3. Provide Employees With Volunteer Hours
On a quarterly or annual basis, grant employees 8-40 hours of paid volunteer time off (VTO). Employees can use VTO to go volunteer for a cause they care about like delivering food with Meals on Wheels or staffing a crisis hotlineโthings that they might struggle to make time for otherwise.

Not only does VTO offer some cool benefits to your business, but itโs also a great way to make a meaningful impact on your community. If your business lacks the cash flow to commit to regular charitable donations, VTO is an excellent, more budget-friendly alternative.
4. Share Your Platform
If youโre struggling to find the right wording or the right way to address an issue on social media, hereโs some good news: you donโt have to! Instead of trying to speak for a group that you arenโt a member of, step aside and let a member of that group use your platform to spread their message.
For example, you could reach out to an organizer or community leader and offer to host an Instagram AMA, allowing your audience to hear directly from the very people who have dedicated their lives to this cause.

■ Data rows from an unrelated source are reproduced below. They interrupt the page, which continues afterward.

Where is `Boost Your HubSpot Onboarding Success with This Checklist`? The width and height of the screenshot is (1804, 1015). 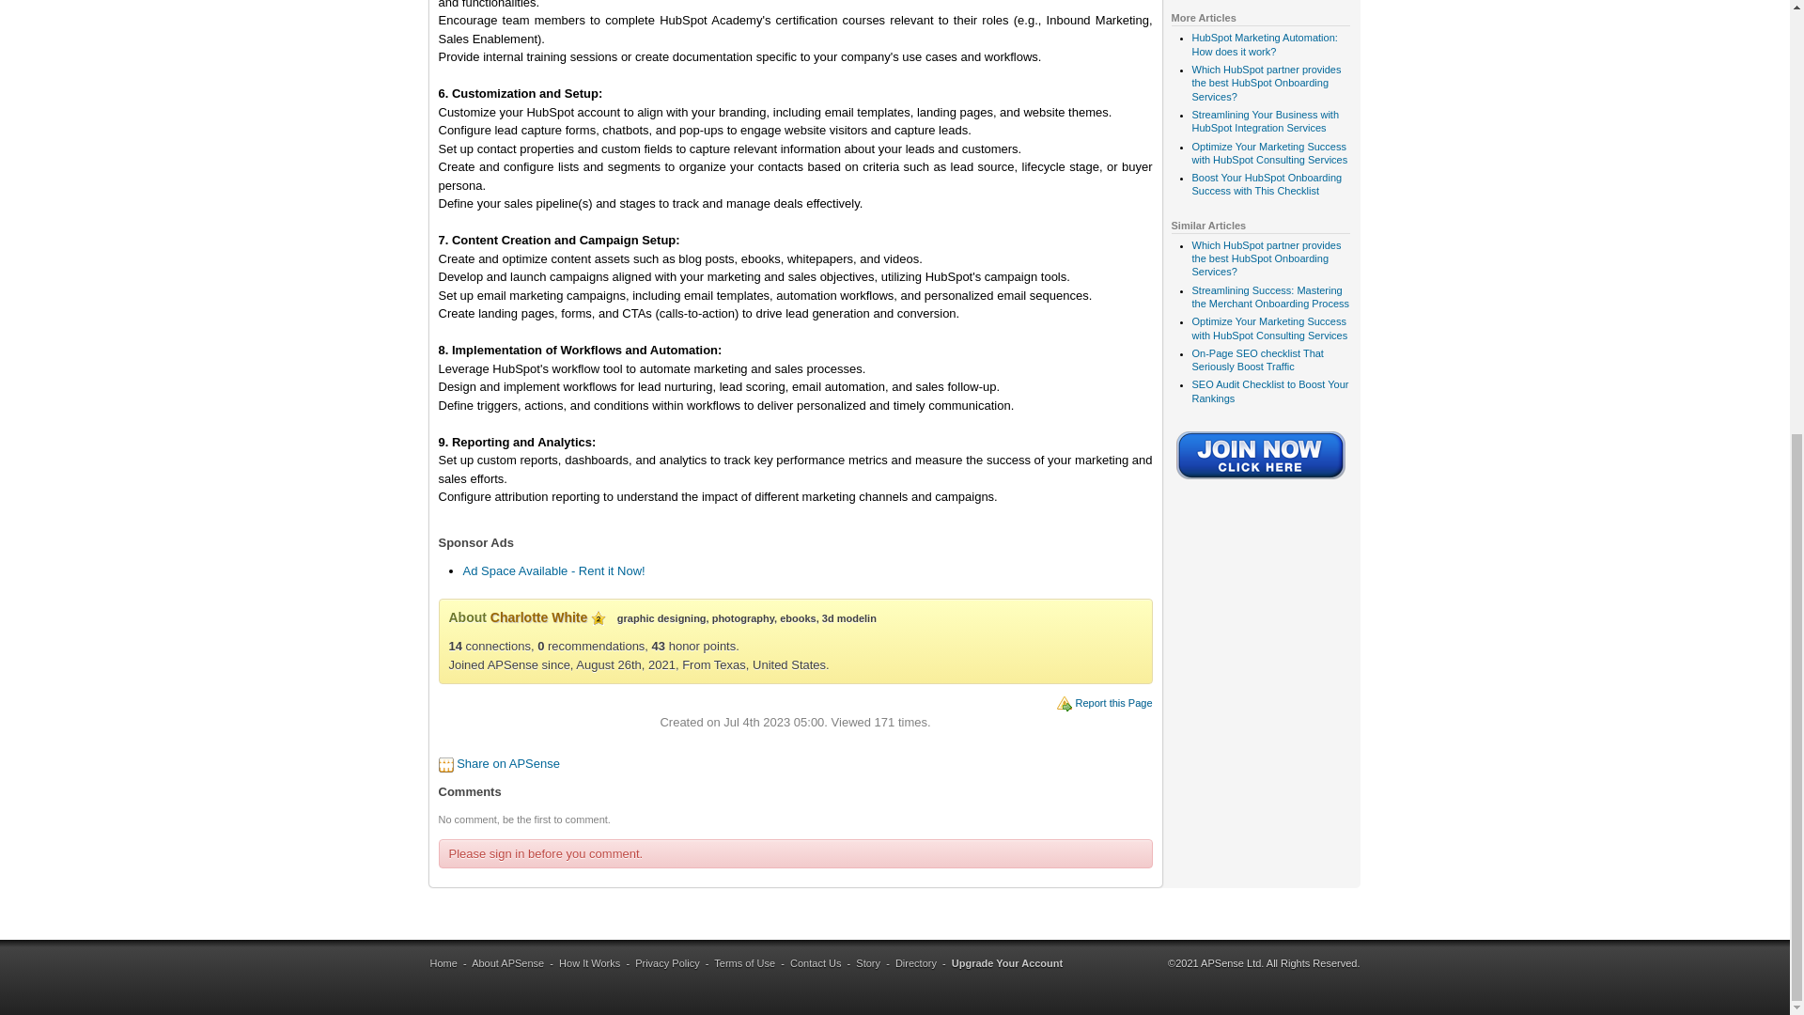 Boost Your HubSpot Onboarding Success with This Checklist is located at coordinates (1266, 184).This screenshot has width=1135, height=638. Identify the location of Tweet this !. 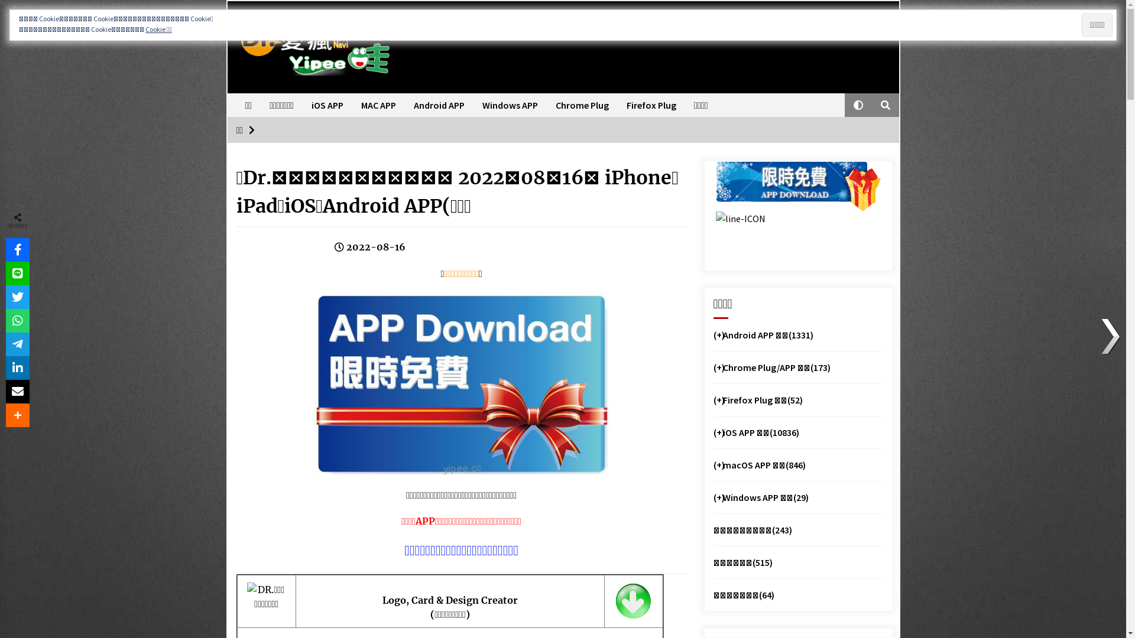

This approach amplifies voices that might otherwise struggle to be heard while also saving your brand from accidentally putting out any embarrassingly tone-deaf messages. You achieve the same end goal of demonstrating your support of the cause and do it in a more impactful way.
The key takeaway here is that meaningful actions, no matter how small, will go a lot further than empty gestures and emptier social media campaigns. You donโt need to eradicate world hunger or end child poverty. You just need to show that your brand is aware, willing to do the work, and committed to having a positive impact on its community.